Cullison is a reservist with the Office of Naval Intelligence, and Hull is assigned to the Army’s Intelligence Transition Teams. McFeely, Holt, and Tsai work as foreign service officers at the U.S. embassy in Iraq, while Kane is a political affairs officer with the United Nations. Bajraktari is a presidential management fellow for the Office of the Secretary of Defense.
Journal entries from Harber’s trip are available at his Web site.

Football’s Ancient Eight

For Love & Honor Productions recently announced the completion of “Eight: Ivy League Football and America,” an original feature-length documentary film that will premiere with a screening, hosted by the Ivy Football Association, at the Yale Club in New York City April 24.
ivydocumentary.jpg“Eight,” produced by Erik Greenberg Anjou and Mark F. Bernstein ’83, senior writer for PAW, tells the history of Ivy League football from its earliest days to the present. It is narrated by two-time Tony Award-winning actor Brian Dennehy (Columbia ’60) and features interviews with Heisman Trophy winner Dick Kazmaier ’52, former Secretary of State George Shultz ’42, Academy Award-winning actor Tommy Lee Jones (Harvard ’69), Penn State coach Joe Paterno (Brown ’50), Pro Football Hall of Famer Chuck Bednarik (Penn ’49), actor and Heisman Trophy runner-up Ed Marinaro (Cornell ’72), and others.
The film was directed by Anjou and edited by Karlyn Michelson. It features an original score by Grammy-nominated guitarist Gary Lucas.

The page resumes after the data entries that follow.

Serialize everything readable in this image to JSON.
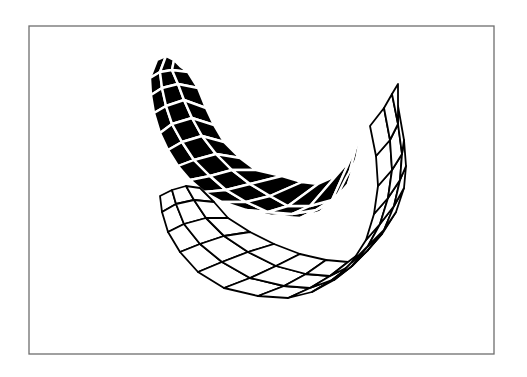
{
  "figure": {
    "width": 527,
    "height": 377,
    "frame": {
      "x": 29,
      "y": 26,
      "w": 465,
      "h": 328,
      "color": "#6e6e6e"
    },
    "colors": {
      "background": "#ffffff",
      "ink": "#000000"
    }
  },
  "meshes": {
    "back_banana": {
      "style": "solid-black-with-white-edges",
      "rows": [
        [
          [
            157,
            60
          ],
          [
            166,
            56
          ],
          [
            174,
            60
          ],
          [
            180,
            66
          ]
        ],
        [
          [
            150,
            78
          ],
          [
            160,
            72
          ],
          [
            172,
            70
          ],
          [
            188,
            72
          ]
        ],
        [
          [
            151,
            95
          ],
          [
            162,
            88
          ],
          [
            178,
            84
          ],
          [
            198,
            88
          ]
        ],
        [
          [
            154,
            113
          ],
          [
            166,
            106
          ],
          [
            184,
            100
          ],
          [
            206,
            108
          ]
        ],
        [
          [
            160,
            133
          ],
          [
            172,
            124
          ],
          [
            192,
            118
          ],
          [
            214,
            125
          ]
        ],
        [
          [
            168,
            150
          ],
          [
            182,
            142
          ],
          [
            202,
            136
          ],
          [
            224,
            142
          ]
        ],
        [
          [
            178,
            166
          ],
          [
            194,
            160
          ],
          [
            216,
            154
          ],
          [
            240,
            158
          ]
        ],
        [
          [
            190,
            180
          ],
          [
            210,
            176
          ],
          [
            232,
            170
          ],
          [
            256,
            170
          ]
        ],
        [
          [
            204,
            192
          ],
          [
            226,
            190
          ],
          [
            250,
            184
          ],
          [
            282,
            176
          ]
        ],
        [
          [
            222,
            202
          ],
          [
            246,
            202
          ],
          [
            270,
            196
          ],
          [
            302,
            182
          ]
        ],
        [
          [
            246,
            210
          ],
          [
            268,
            212
          ],
          [
            288,
            206
          ],
          [
            318,
            184
          ]
        ],
        [
          [
            272,
            216
          ],
          [
            292,
            214
          ],
          [
            310,
            206
          ],
          [
            336,
            176
          ]
        ],
        [
          [
            300,
            218
          ],
          [
            316,
            210
          ],
          [
            332,
            200
          ],
          [
            350,
            160
          ]
        ],
        [
          [
            320,
            212
          ],
          [
            334,
            202
          ],
          [
            346,
            186
          ],
          [
            358,
            140
          ]
        ],
        [
          [
            336,
            198
          ],
          [
            348,
            184
          ],
          [
            356,
            162
          ],
          [
            364,
            118
          ]
        ],
        [
          [
            346,
            178
          ],
          [
            356,
            160
          ],
          [
            362,
            136
          ],
          [
            370,
            100
          ]
        ]
      ]
    },
    "front_banana": {
      "style": "white-with-black-edges",
      "rows": [
        [
          [
            160,
            196
          ],
          [
            172,
            190
          ],
          [
            186,
            186
          ],
          [
            200,
            188
          ]
        ],
        [
          [
            162,
            212
          ],
          [
            176,
            204
          ],
          [
            194,
            200
          ],
          [
            214,
            202
          ]
        ],
        [
          [
            168,
            232
          ],
          [
            184,
            224
          ],
          [
            206,
            218
          ],
          [
            228,
            218
          ]
        ],
        [
          [
            180,
            252
          ],
          [
            200,
            244
          ],
          [
            224,
            236
          ],
          [
            250,
            232
          ]
        ],
        [
          [
            198,
            272
          ],
          [
            222,
            262
          ],
          [
            248,
            252
          ],
          [
            274,
            244
          ]
        ],
        [
          [
            224,
            288
          ],
          [
            250,
            278
          ],
          [
            276,
            266
          ],
          [
            300,
            254
          ]
        ],
        [
          [
            258,
            296
          ],
          [
            284,
            286
          ],
          [
            306,
            274
          ],
          [
            326,
            260
          ]
        ],
        [
          [
            288,
            298
          ],
          [
            310,
            288
          ],
          [
            330,
            276
          ],
          [
            348,
            262
          ]
        ],
        [
          [
            312,
            292
          ],
          [
            332,
            280
          ],
          [
            350,
            266
          ],
          [
            364,
            250
          ]
        ],
        [
          [
            334,
            280
          ],
          [
            352,
            266
          ],
          [
            368,
            250
          ],
          [
            382,
            234
          ]
        ],
        [
          [
            352,
            262
          ],
          [
            368,
            246
          ],
          [
            384,
            230
          ],
          [
            396,
            212
          ]
        ],
        [
          [
            366,
            240
          ],
          [
            380,
            224
          ],
          [
            394,
            206
          ],
          [
            404,
            188
          ]
        ],
        [
          [
            374,
            214
          ],
          [
            388,
            198
          ],
          [
            400,
            180
          ],
          [
            406,
            166
          ]
        ],
        [
          [
            378,
            186
          ],
          [
            392,
            170
          ],
          [
            402,
            154
          ],
          [
            404,
            140
          ]
        ],
        [
          [
            376,
            156
          ],
          [
            390,
            140
          ],
          [
            398,
            124
          ],
          [
            398,
            106
          ]
        ],
        [
          [
            370,
            126
          ],
          [
            384,
            108
          ],
          [
            392,
            94
          ],
          [
            398,
            84
          ]
        ]
      ]
    }
  }
}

Additional details are available at the production’s Web site.

Names in the news

Economics professor Burton Malkiel *64 fielded questions about investing in China from readers of the Financial Times Feb. 29. … Peter Kaminsky ’69 wrote about one of his favorite fishing holes, a water hazard on a Florida golf course, in a March 3 New York Times story. … In an interview for Time magazine’s March 10 issue (also available as a podcast), author Jodi Picoult ’87 said that while she may write about dark subjects, she had “absolutely no trauma” in her childhood. “If anyone ever assumed that my books were autobiographical, they’d be sorely disappointed,” Picoult said.

March 19, 2008

Rising star

Questions and answers with actress Molly Ephraim ’08

What do a religion major from New Hope, Pa., and Donny Osmond have in common? They are related. On screen, that is. In the recently released Walt Disney movie College Road Trip, Molly Ephraim ’08 plays Osmond’s daughter, Wendy. Throughout the movie, the duo terrorizes co-stars Raven Simone and Martin Lawrence with annoyingly cheerful show tunes. Ephraim, in addition to making her big-screen debut, played a murder victim in a recent episode of Law and Order. When not acting off-campus or with the Princeton Triangle Club and University Players, she tries to find time to work on her thesis, an investigation of female figures in Hindu and Buddhist religions. Ephraim recently spoke with The Weekly Blog’s Julia Osellame ’09.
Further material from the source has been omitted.